Pretest/Posttest Comparison link

Fostering students’ statistical and scientific thinking: Lessons learned from an innovative college course
Derry, Levin, Osana, Jones, & Peterson (2000)

  Structured Interview link
 

what was studied
This study investigated the impact of an innovative statistics course on college students' scientific and statistical reasoning skills. The course, designed for undergraduate education majors, focused on (a) students' understanding of key statistical principles and concepts, (b) authentic problem solving, and (c) evidential argumentation. Students participated in collaborative, complex problem-solving anchored in real-world situations and received ongoing assistance and mentorship from faculty members and graduate assistants.

how effectiveness was measured
Evidence of student growth was obtained from pre- and post-course interviews designed to assess students' ability to reason with statistical evidence from everyday sources. Students completed reasoning tasks during the interviews that required the analysis and judgement of arguments adapted from actual news and online media sources.

Two isomorphic versions of the interview protocol were developed and administered in a counterbalanced design both before and after the semester-long course. Interview tasks were designed to assess students' knowledge and performance along the following lines:

  1. Recognizing of the limitations of correlational evidence

  2. Demonstrating understanding of the components of scientific experimentation

  3. Demonstrating understanding of random sampling (and related topics of generalizability and estimation)

  4. Demonstrating understanding of estimation based on random sampling from a known population

  5. Critical evaluation of advertisements

Quantitative Analysis: An a priori coding scheme, based on a set of norms derived from the cognitive literature on statistical reasoning, was used to evaluate student responses. Interviews were transcribed and coded to identify the positive and negative features of students' explanations in terms of the 5 criteria listed above. Two coders, "blind" to both student identity and pretest/posttest status, coded all the transcripts; discrepancies between coders' judgements, when they arose, were resolved through discussion. Scores were determined such that student explanations exhibiting the greatest number of positive features and the least number of negative features received the highest scores. Students pretest scores were also used as a measure of pre-course course knowledge so that the interaction between initial knowledge and amount of improvement could be assessed.

Qualitative Analysis: A second, qualitative analysis was also conducted in order to capture a richer description of students' reasoning on two selected reasoning tasks: (a) the tasks designed to elicit evidence of students' recognition of the limitations of correlational evidence, and (b) the tasks designed to elicit evidence of students' understanding of the components of scientific experimentation. A coding scheme was developed iteratively from the bottom up (i.e., the taxonomies of codes were developed from multiple passes through the data). One researcher (again, "blind" to both student identity and pretest/posttest status) coded all the transcripts.

 

  Structured Interview Tasks: Correlational Evidence link  
  Structured Interview Tasks: Scientific Experimentation link  

 

what the findings were
Both analyses revealed that students' ability to reason statistically improved. Though conducted without a control group for comparison and students were not randomly assigned to groups, the study did reveal evidence of pre- to post-course improvement of students' knowledge and performance in at least 3 of the course topics: (1) recognizing of the limitations of correlational evidence, (2) demonstrating understanding of the components of scientific experimentation, and (3) demonstrating understanding of random sampling. Students with relatively less pre-course knowledge showed greater gains than among students with relatively more. However, a pervasive confusion between random sampling and random assignment was also revealed.

Qualitative analysis provided a rich picture of the specific ways in which students' reasoning developed. Students showed an increased concern for the need for a comparison in experimental design, a reduced reliance on non-statistical argumentation (for the task designed to demonstrate understanding of the components of scientific experimentation), and an increase cognizance of general issues with sampling. Although students' understanding of some statistical concepts remained vague and incomplete, most of the concepts they leveraged in their explanations were in some sense justifiable and statistical notions did tend to replace inappropriate non-statistical reasoning.

 

Derry, S. J., Levin, J. R., Osana, H., Jones, M. S, & Peterson, M. (2000). Fostering students’ statistical and scientific thinking: Lessons learned from an innovative college course. American Educational Research Journal, 37(3), 747-773.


#### ASSIGNMENT
For every entry, reproduce the wording exactly and omit any image it holds.

#### AVAILABLE DATA
§
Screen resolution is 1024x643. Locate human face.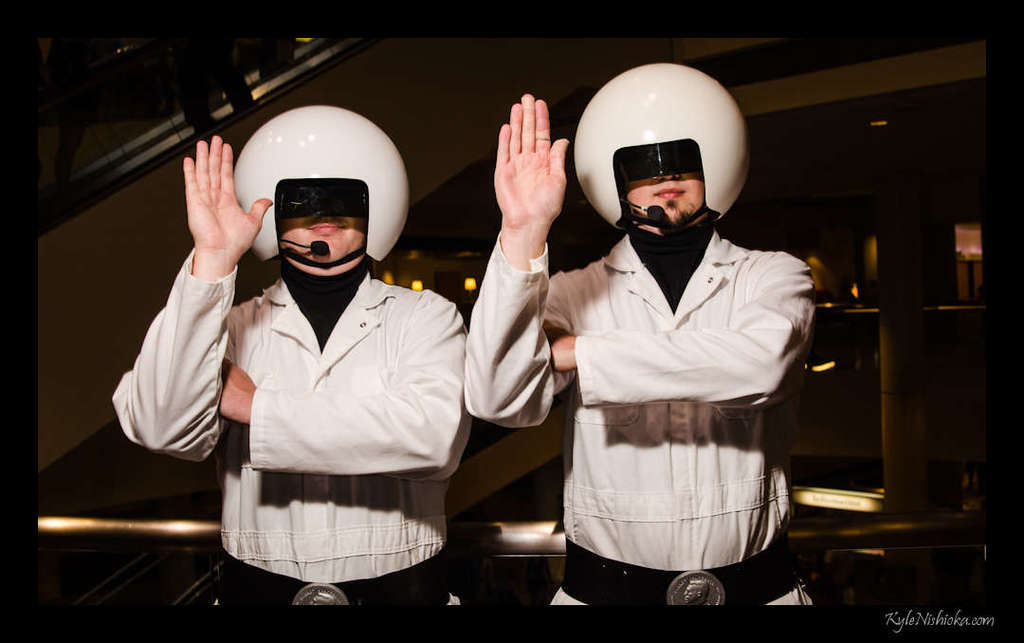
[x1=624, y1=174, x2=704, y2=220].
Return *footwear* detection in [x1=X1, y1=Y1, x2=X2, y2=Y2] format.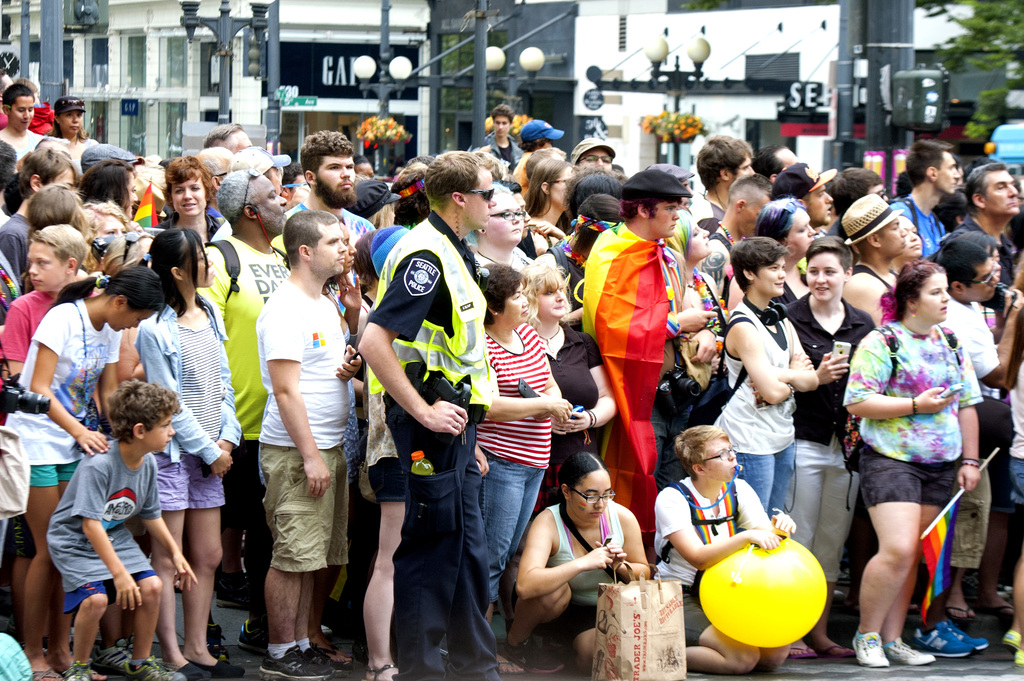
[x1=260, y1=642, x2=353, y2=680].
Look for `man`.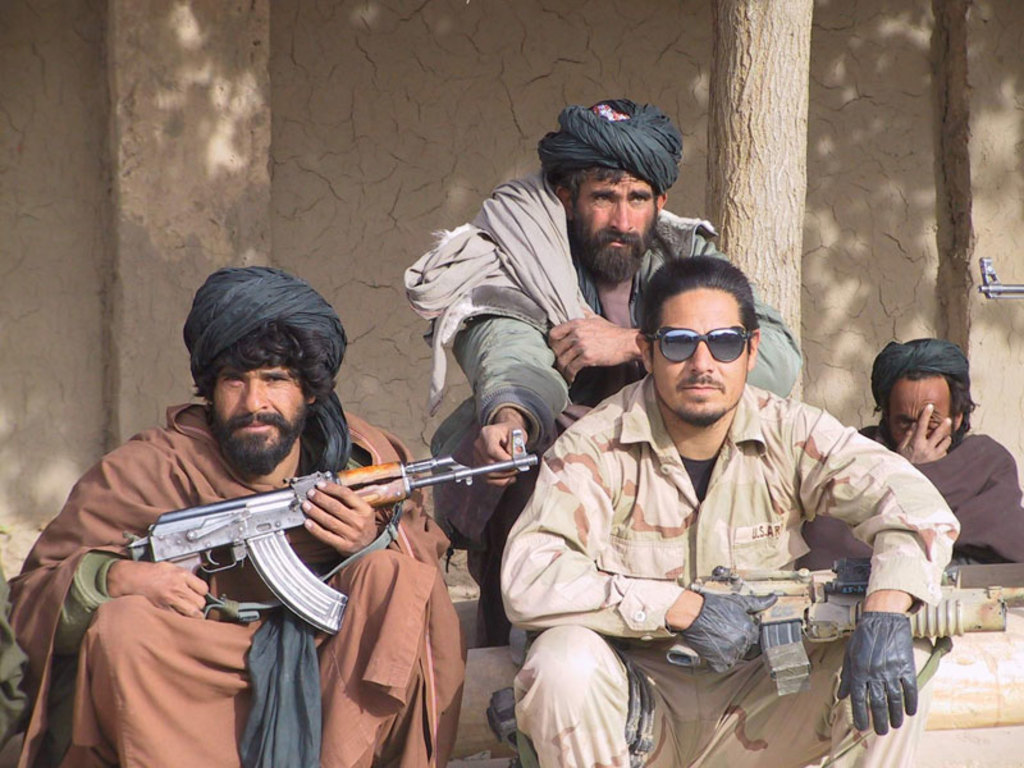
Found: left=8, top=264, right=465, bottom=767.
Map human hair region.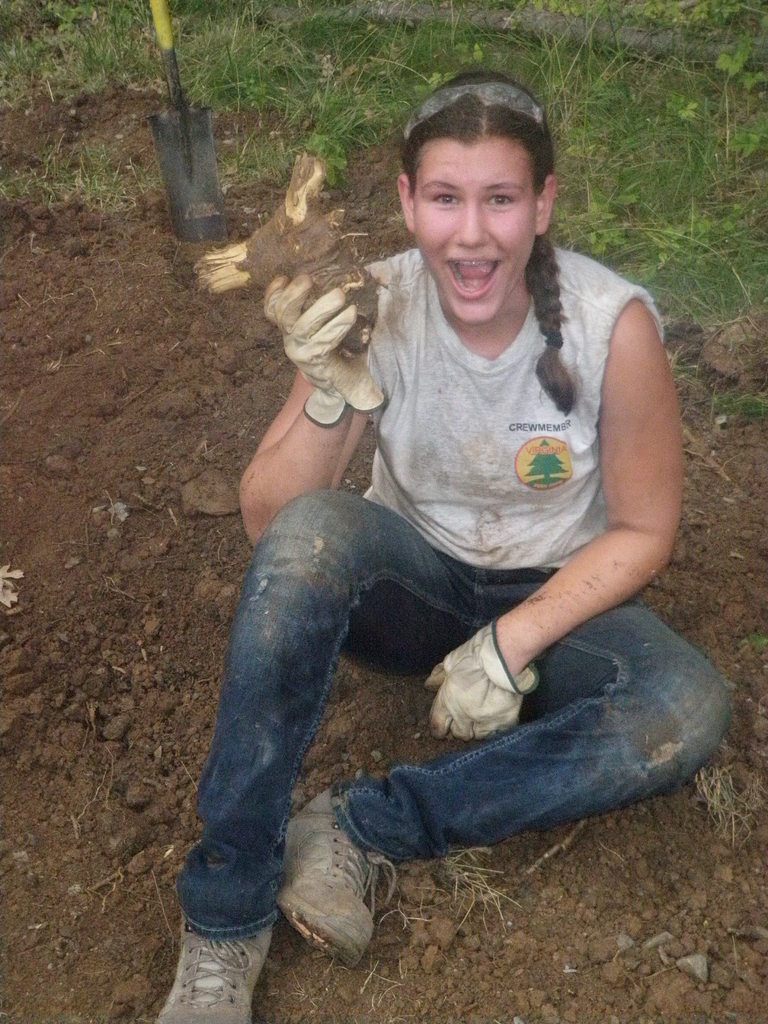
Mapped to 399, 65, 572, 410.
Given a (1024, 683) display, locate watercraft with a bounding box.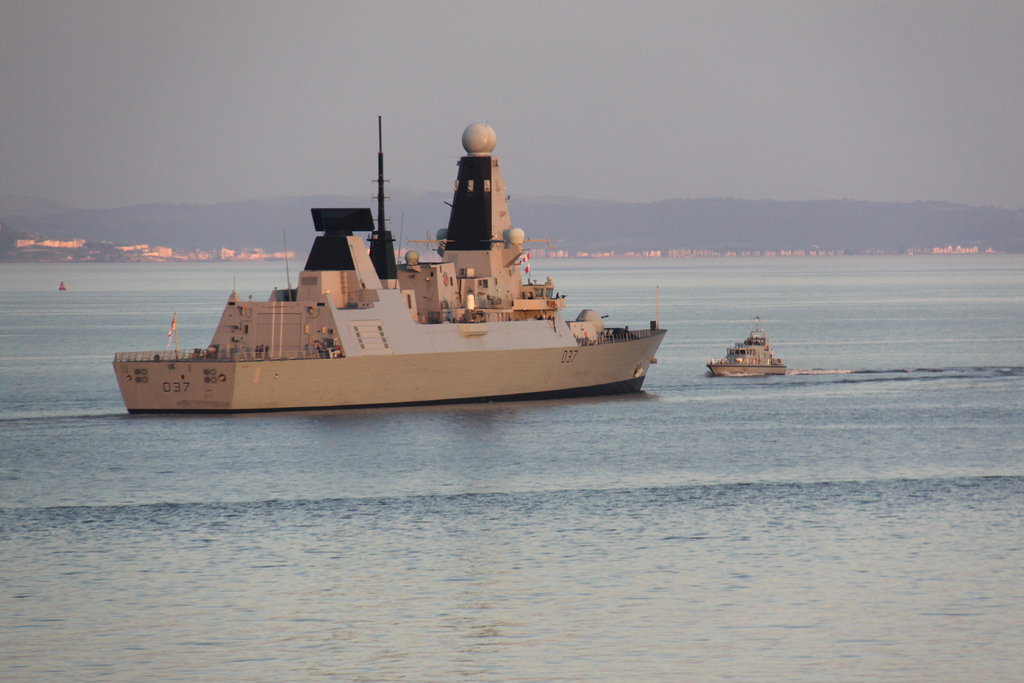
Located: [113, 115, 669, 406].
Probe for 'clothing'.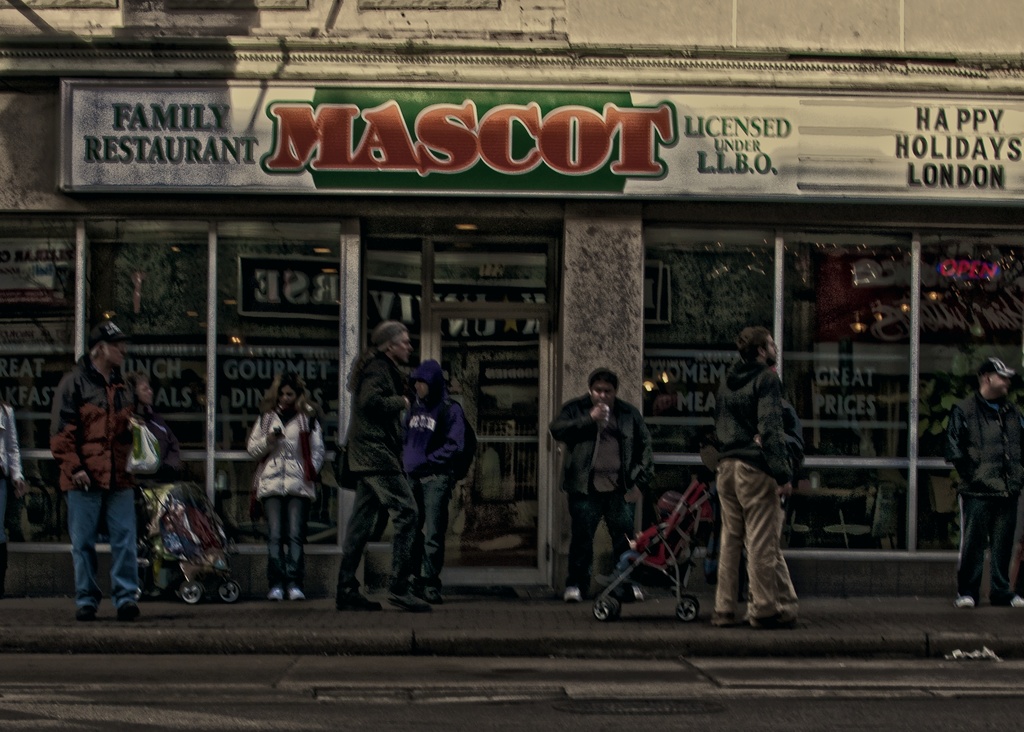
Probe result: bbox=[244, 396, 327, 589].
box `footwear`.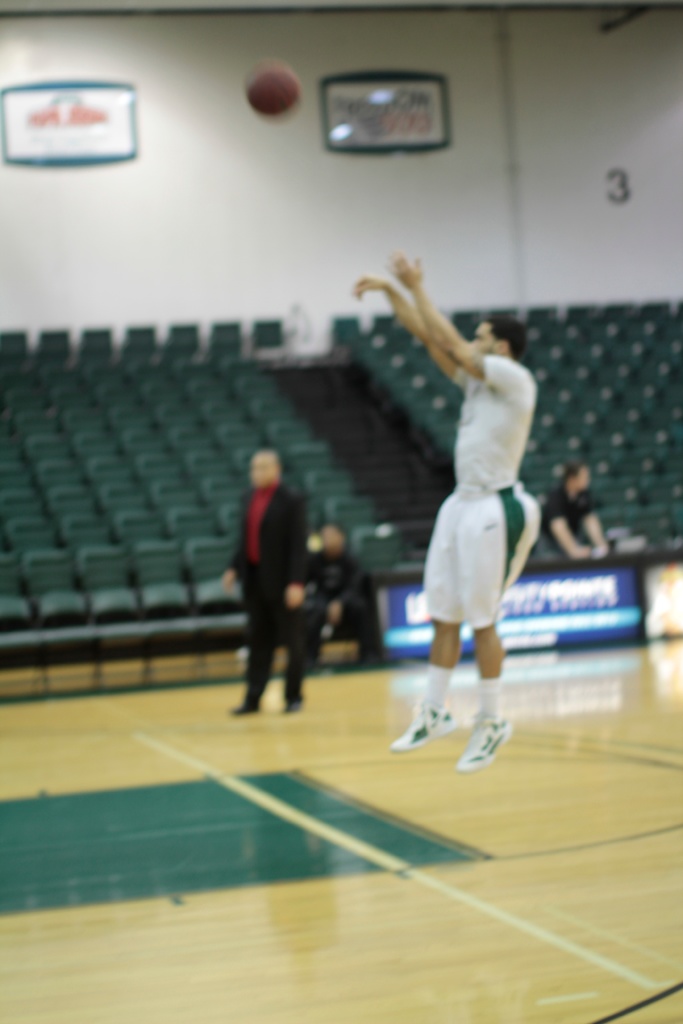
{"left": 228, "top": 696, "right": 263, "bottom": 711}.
§
#### EXERCISE OUTPUT
Screen resolution is 1024x643. Locate human face.
[x1=624, y1=174, x2=704, y2=220].
Return *footwear* detection in [x1=X1, y1=Y1, x2=X2, y2=Y2] format.
[x1=260, y1=642, x2=353, y2=680].
Look for `man`.
Found: left=8, top=264, right=465, bottom=767.
Map human hair region.
Mapped to 399, 65, 572, 410.
Given a (1024, 683) display, locate watercraft with a bounding box.
Located: [113, 115, 669, 406].
Probe for 'clothing'.
Probe result: bbox=[244, 396, 327, 589].
box `footwear`.
{"left": 228, "top": 696, "right": 263, "bottom": 711}.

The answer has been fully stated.